Speeders
Railroad Workhorses Rescued from Oblivion
By Bill Phoenix
One thing people quickly learn about me is that I have “railroad blood.” My fascination with trains has been lifelong. When I was a toddler, my father Chilton Phoenix, a World War II vet, was studying law at Stanford University.
One day I wandered away from the student housing where my folks were living. Soon after, the search party my mother organized found me a few blocks away, in diapers, with my little red wagon, waving to a commuter train. Dad had once taken me there to see trains and wave at the engineer, so I knew the way.
Dad became a lawyer for the Union Pacific and our family moved to Pocatello, a perfect place to grow up, because the railroad had a huge presence there. When it came time to choose a career, I went for engineering—but not trains. I started as a health physicist in the 1960s at Idaho National Laboratory’s Advanced Test Reactor. Today I still work for the lab part-time, as a nuclear engineer at the Transient Reactor Test (TREAT) Facility. I tried retirement more than once but didn’t like it.
Still, I count myself as extremely lucky to have discovered a hobby late in life that satisfies the “railroad boy” in me. In 2012 my wife Kathie and I discovered “speeders,” and since then we’ve become part of a very specialized group of people.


Tally the lines in these records that hold the string "pixels", and reply with the number alone.

- _Extracted data_
——

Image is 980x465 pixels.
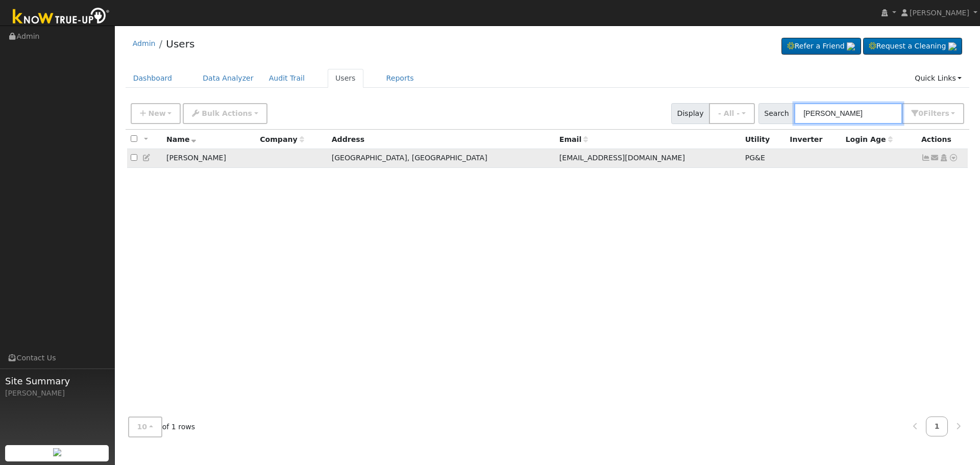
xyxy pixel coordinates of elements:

——

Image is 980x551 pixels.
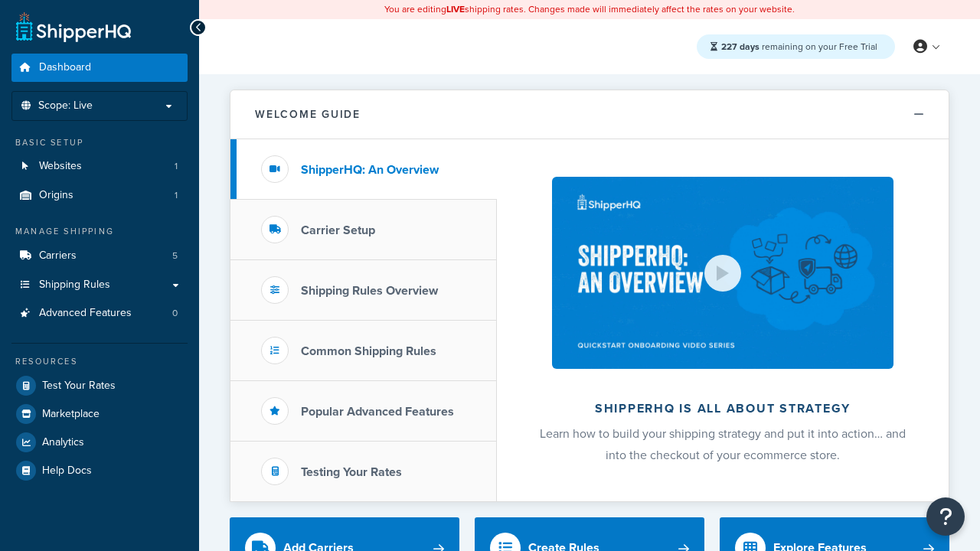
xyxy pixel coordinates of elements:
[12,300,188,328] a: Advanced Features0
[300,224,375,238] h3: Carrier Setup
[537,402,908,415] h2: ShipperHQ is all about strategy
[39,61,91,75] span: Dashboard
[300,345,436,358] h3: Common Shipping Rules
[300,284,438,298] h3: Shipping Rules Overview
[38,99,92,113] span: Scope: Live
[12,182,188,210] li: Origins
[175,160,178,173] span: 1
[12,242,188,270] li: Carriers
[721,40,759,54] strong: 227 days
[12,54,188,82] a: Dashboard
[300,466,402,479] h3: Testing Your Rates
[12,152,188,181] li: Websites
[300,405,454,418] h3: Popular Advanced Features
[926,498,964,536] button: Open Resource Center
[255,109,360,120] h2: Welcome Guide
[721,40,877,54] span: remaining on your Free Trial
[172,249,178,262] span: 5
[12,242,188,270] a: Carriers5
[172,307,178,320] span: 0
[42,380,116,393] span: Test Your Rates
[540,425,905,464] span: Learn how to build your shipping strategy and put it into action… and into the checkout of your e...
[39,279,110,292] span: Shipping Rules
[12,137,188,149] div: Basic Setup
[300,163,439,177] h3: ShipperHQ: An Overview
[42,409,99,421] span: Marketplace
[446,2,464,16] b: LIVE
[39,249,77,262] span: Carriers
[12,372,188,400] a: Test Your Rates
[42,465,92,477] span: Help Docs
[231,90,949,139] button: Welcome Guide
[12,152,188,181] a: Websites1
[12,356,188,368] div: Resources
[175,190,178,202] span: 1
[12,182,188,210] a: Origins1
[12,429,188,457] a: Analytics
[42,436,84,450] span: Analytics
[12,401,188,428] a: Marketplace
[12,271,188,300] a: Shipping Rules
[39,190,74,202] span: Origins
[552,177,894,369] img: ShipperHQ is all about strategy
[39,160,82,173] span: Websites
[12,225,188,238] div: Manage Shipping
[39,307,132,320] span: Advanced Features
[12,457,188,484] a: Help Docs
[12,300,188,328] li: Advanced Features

——

- _Problem solution_
2